Secured by love

Thursday, November 12, 2020           (today’s lectionary)

Memorial of Saint Josaphat, Bishop and Martyr    

Secured by love

I have experienced much joy and encouragement from your love. Refresh my heart in Christ.

When I read Paul’s letter to his friend Philemon asking him to receive Onesimus, I can only imagine. I have not been carried from country to country obligated to another in slavery. I have not been moved from plantation to plantation without being asked, or whipped when I spoke up for myself. And Paul? After years of obedience to Christ and persecution for his sake, he no longer lives in his old Pharisee-Roman arrogance, but he has to push it away: “Although I have the full right in Christ to order you to do what is proper … may I not tell you that you owe me your very self.”

The Lord secures justice for the oppressed and gives food to the hungry. The Lord sets captives free and protects strangers. He sustains the orphans and the widows. He is the vine, and we are the branches.

How does God manage to be loving but firm at the same time? James Dobson called that “tough love,” and it’s sure been hard for me. The internal key is to figure out what love is, and always build on that love rather than anything else. Effectiveness, etiquette, excellence … none of those are the goal. Only to love. Anything else comes to mind? Push it away, as Paul did: “I rather urge you out of love.”
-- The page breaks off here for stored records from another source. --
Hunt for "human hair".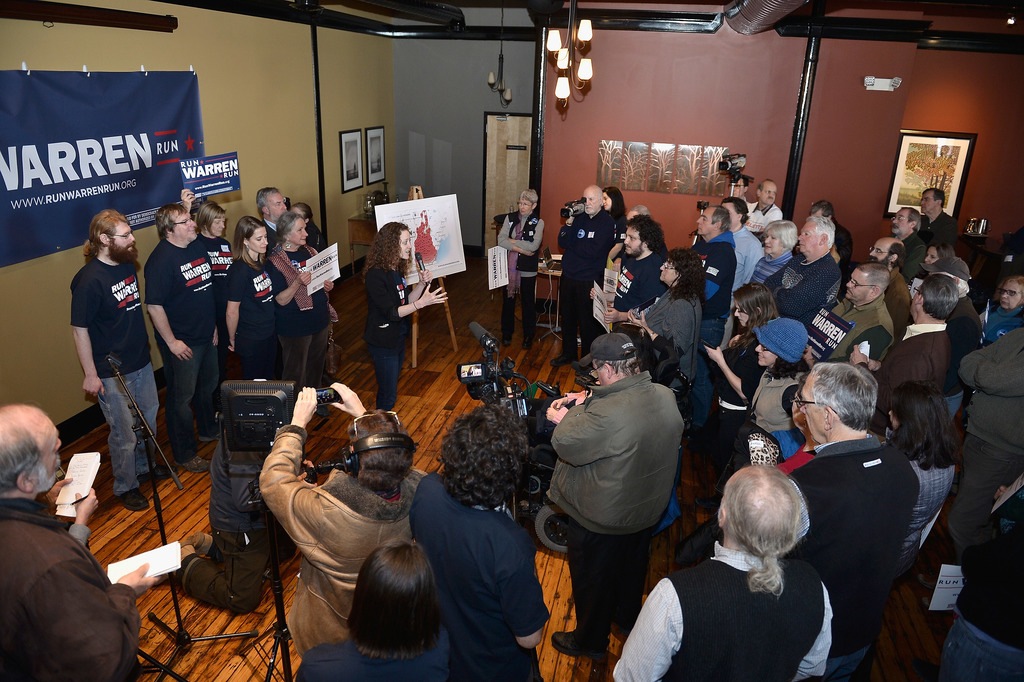
Hunted down at <region>589, 359, 641, 380</region>.
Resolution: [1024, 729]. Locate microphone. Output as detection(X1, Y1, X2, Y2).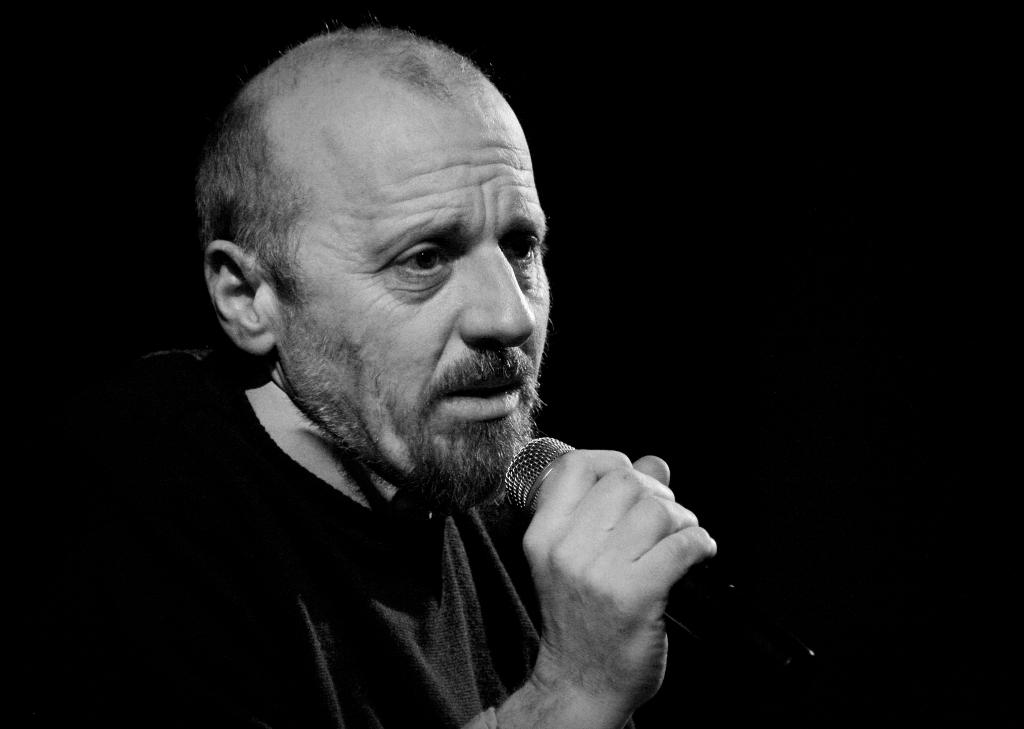
detection(502, 434, 837, 693).
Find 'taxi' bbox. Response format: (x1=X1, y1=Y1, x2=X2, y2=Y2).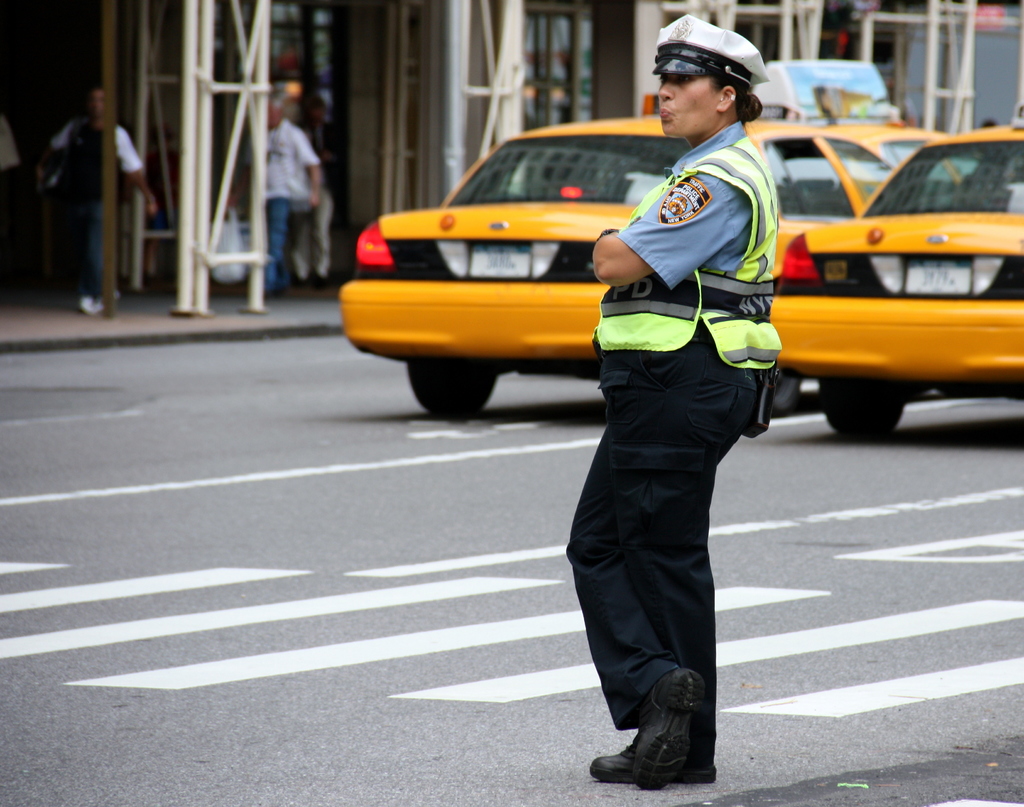
(x1=769, y1=104, x2=1023, y2=444).
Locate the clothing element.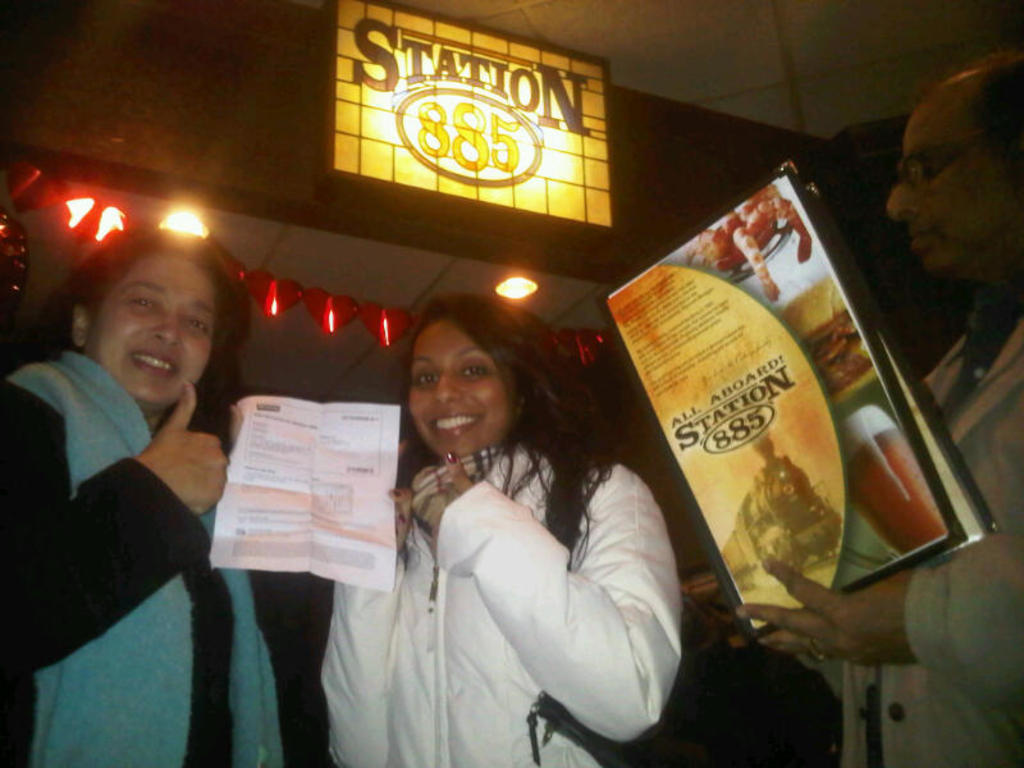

Jesus won’t settle for anything else, but more than anyone he bases this firm demand on love. It’s just that we can’t stand on his love for our own ends, not effectiveness or dignity or honor or success. And if we do, we’ll regret it, because Jesus will be gone when we look over to see him tomorrow. The Kingdom of God belongs to God, and I can live in it, but never possess it for myself.

The coming of the Kingdom of God cannot be observed. It is already among you. And there will be days to come when you long to see, but you will not.

Jesus tells his friends not to imagine they see him in small things, because his presence when he returns will be unmistakable, like lightning that flashes across the sky. God is not something I describe or define or catalog, or organize in any personal way. God happens to me. The Kingdom of God happens to me. Being and blessing happen to me. Balance happens to me.

Oh yes, to lose my instinct to be the subject and at last become the object of the sentence of God, that’s my desire. Or so I say. Perhaps this bud of desire only really ripens on my deathbed. But there are moments, at least, when God just takes over, and all I can do is gasp and gaze with awe, and know, and be in love.